Tuesday, October 04, 2005

Miers Psyops

Armondo at dKos has a useful insight:
I think that there is, in some quarters, a fundamental misunderstanding of the Right Wing response to President Bush's nomination of Harriet Miers. It is not that they know that Miers is not one of them -- it is that they do not know if she is or is not.
I don't know if this was Harry Reid's play all along when he gave Shrub the thumbs up on Miers. But the uncertainty in Wingnuttia presents us with a terrific opportunity. Because the more we (appear to) embrace her, the more convinced the now-frightened social conservatives will become that Bush sold them out.

I am appalled, of course, at the cronyism. But compar here to the choices we could have gotten -- Janice Rodgers Brown, Priscilla Owen, etc. -- and she doesn't seem so awful. No way I would filibuster Miers based on what we know so far. And once you take the filibuster off the table, the obvious tactic is to embrace her.

Think about the upside. At a minimum, it puts a sledgehamer to the wedge between the crony conservatives and their religous enablers. Helping to sour that relationship could pay huge dividends in 2006 and beyond.

And if we are really effective, as Billmon noted, we could be treated to the epochal pleasure of seeing the Republicans filibustering their own nominee. Nothing else I can imagine (short of a blockbuster from Patrick Fitzgerald) would do more to hasten the end of this reign of error.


*What you are asked to do*. Pictures left aside, return the lines below exactly, from the one with "Circle mammal region." to the end, including both ends.
^^^^^^^^
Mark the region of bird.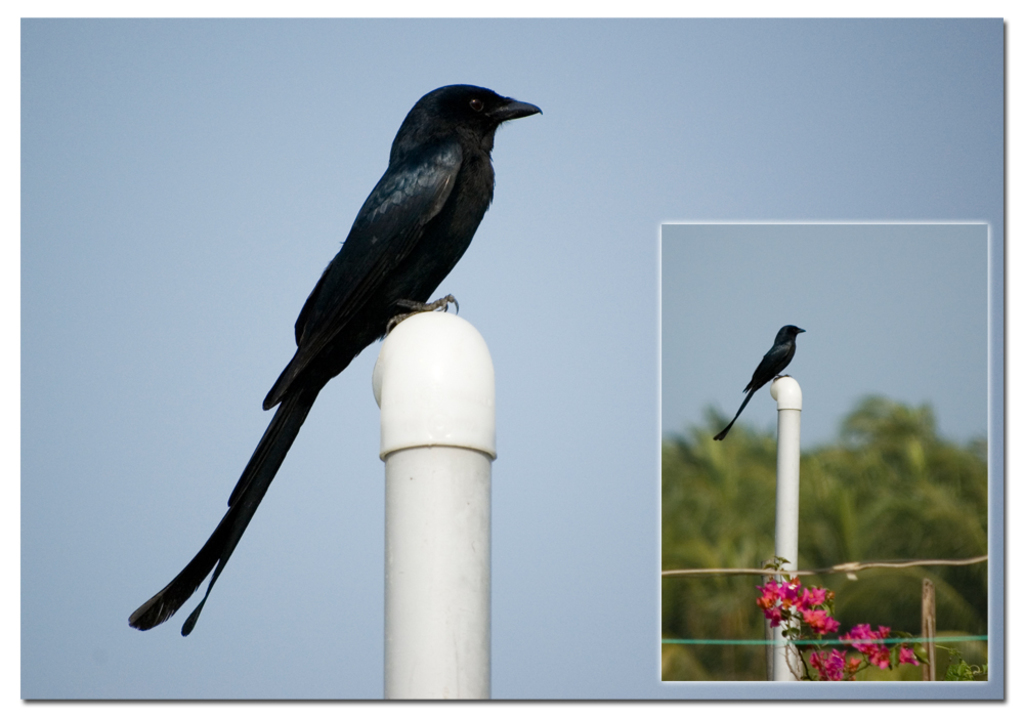
Region: crop(710, 324, 811, 444).
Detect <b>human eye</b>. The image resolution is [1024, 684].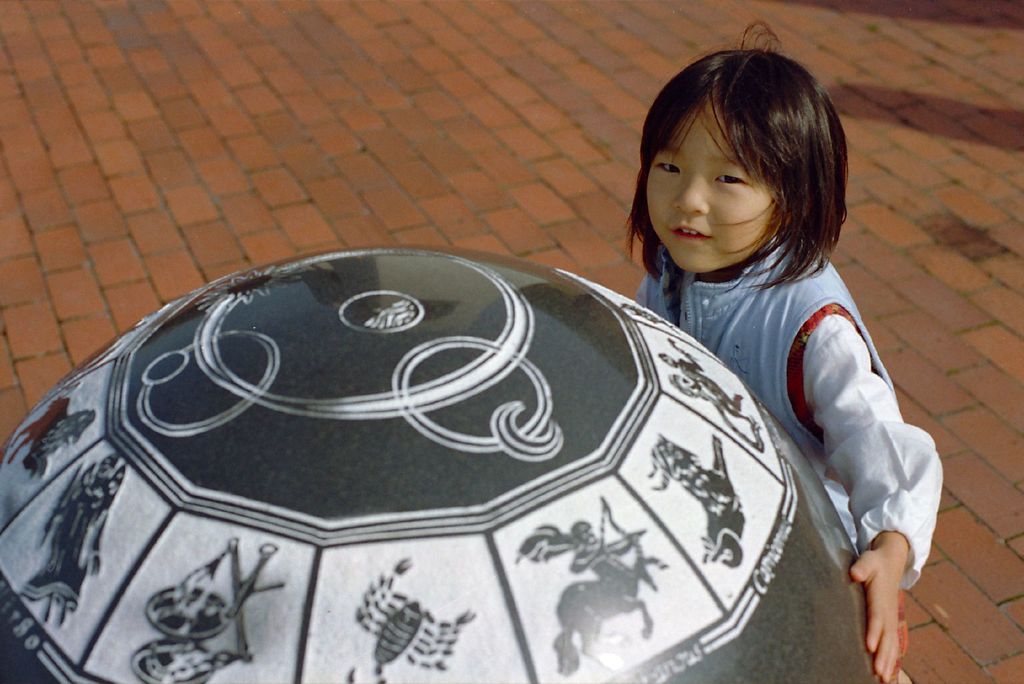
{"left": 651, "top": 158, "right": 681, "bottom": 176}.
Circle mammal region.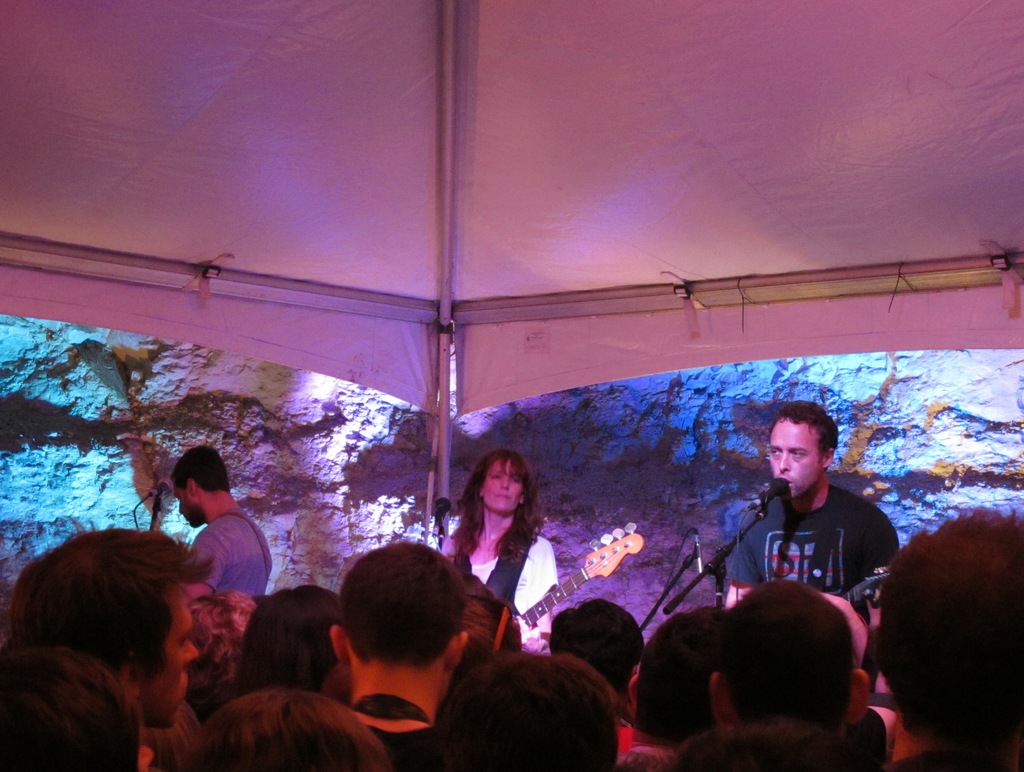
Region: 0, 541, 250, 771.
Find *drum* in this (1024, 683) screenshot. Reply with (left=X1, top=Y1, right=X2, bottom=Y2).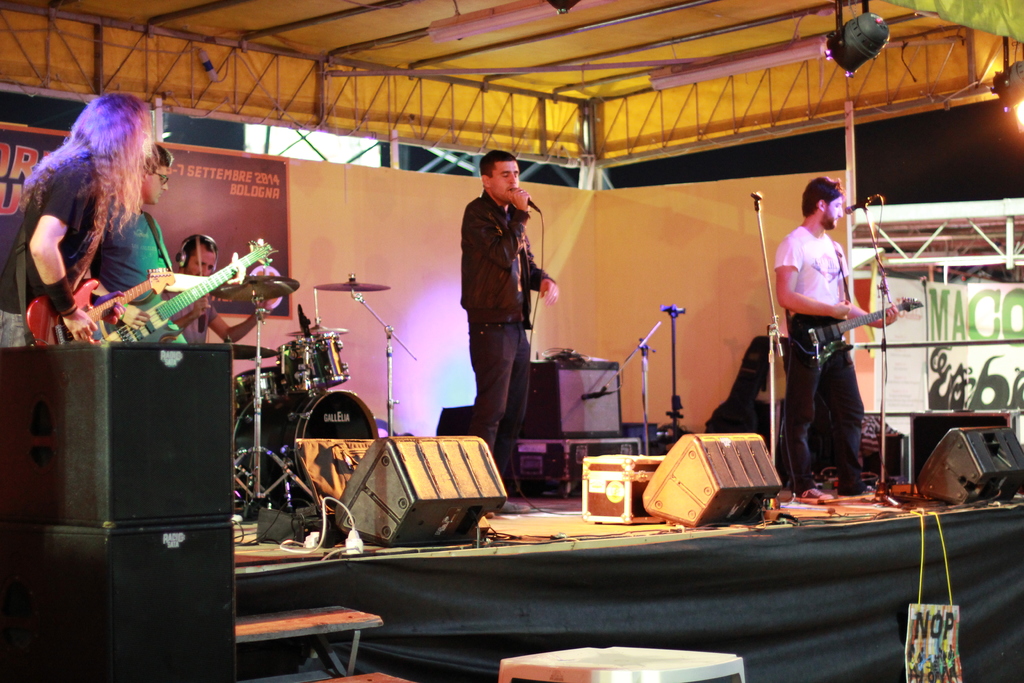
(left=233, top=390, right=381, bottom=515).
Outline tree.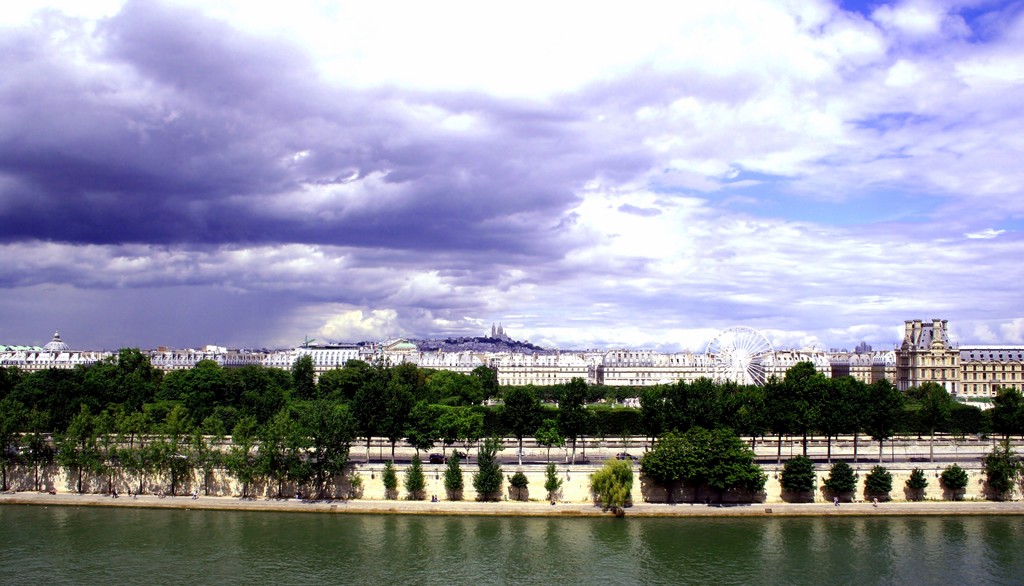
Outline: [0, 349, 56, 461].
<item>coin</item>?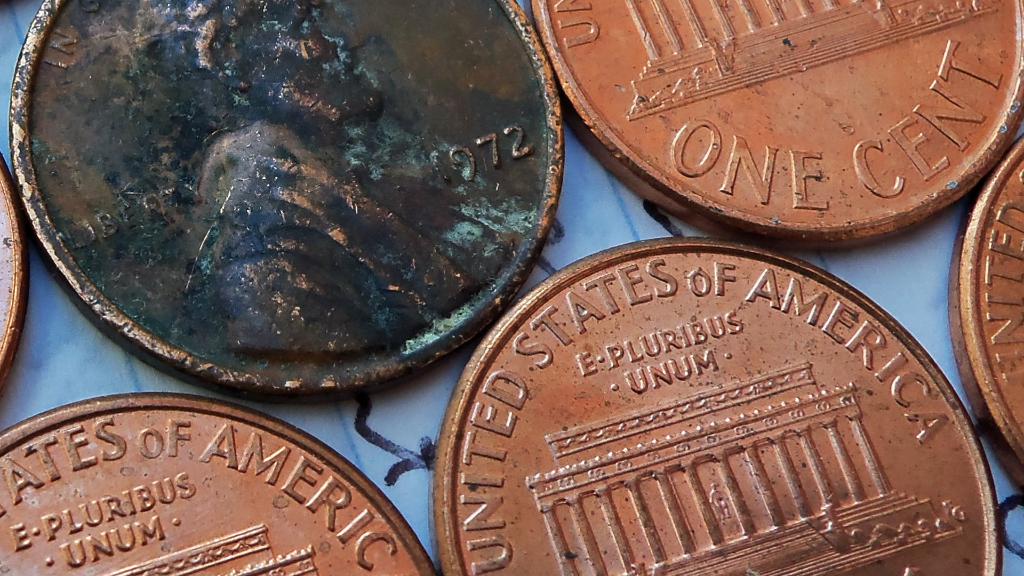
(0, 394, 434, 575)
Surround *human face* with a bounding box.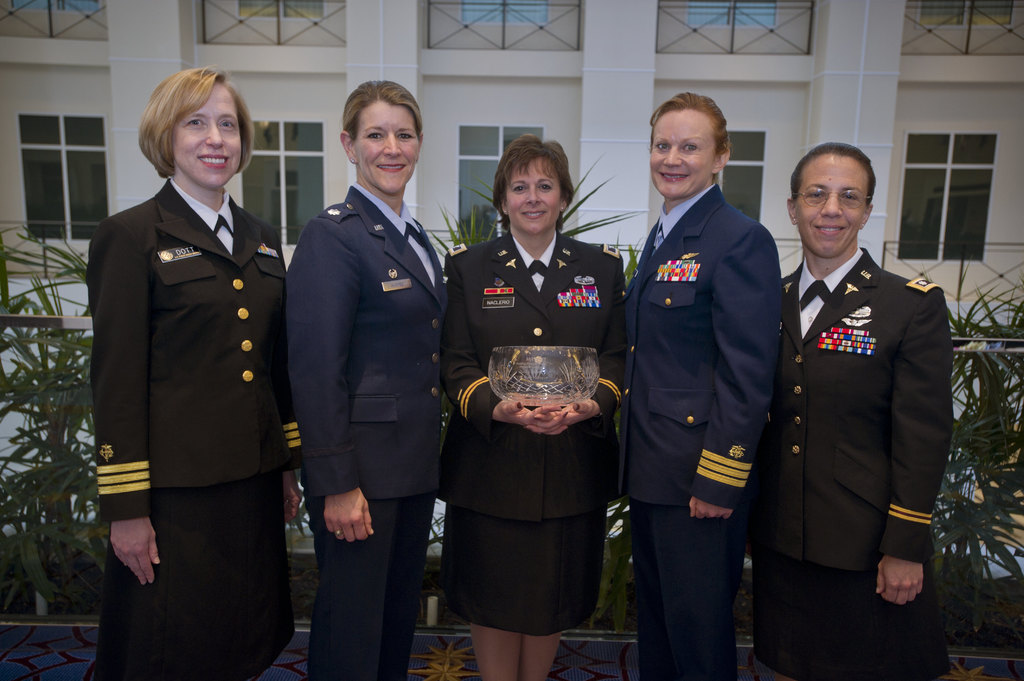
^^^^^^^^
*Expected answer*.
Circle mammal region.
Region: 0, 541, 250, 771.
Find *drum* in this (1024, 683) screenshot. Reply with (left=X1, top=Y1, right=X2, bottom=Y2).
(left=233, top=390, right=381, bottom=515).
Outline tree.
Outline: [0, 349, 56, 461].
<item>coin</item>?
(0, 394, 434, 575)
Surround *human face* with a bounding box.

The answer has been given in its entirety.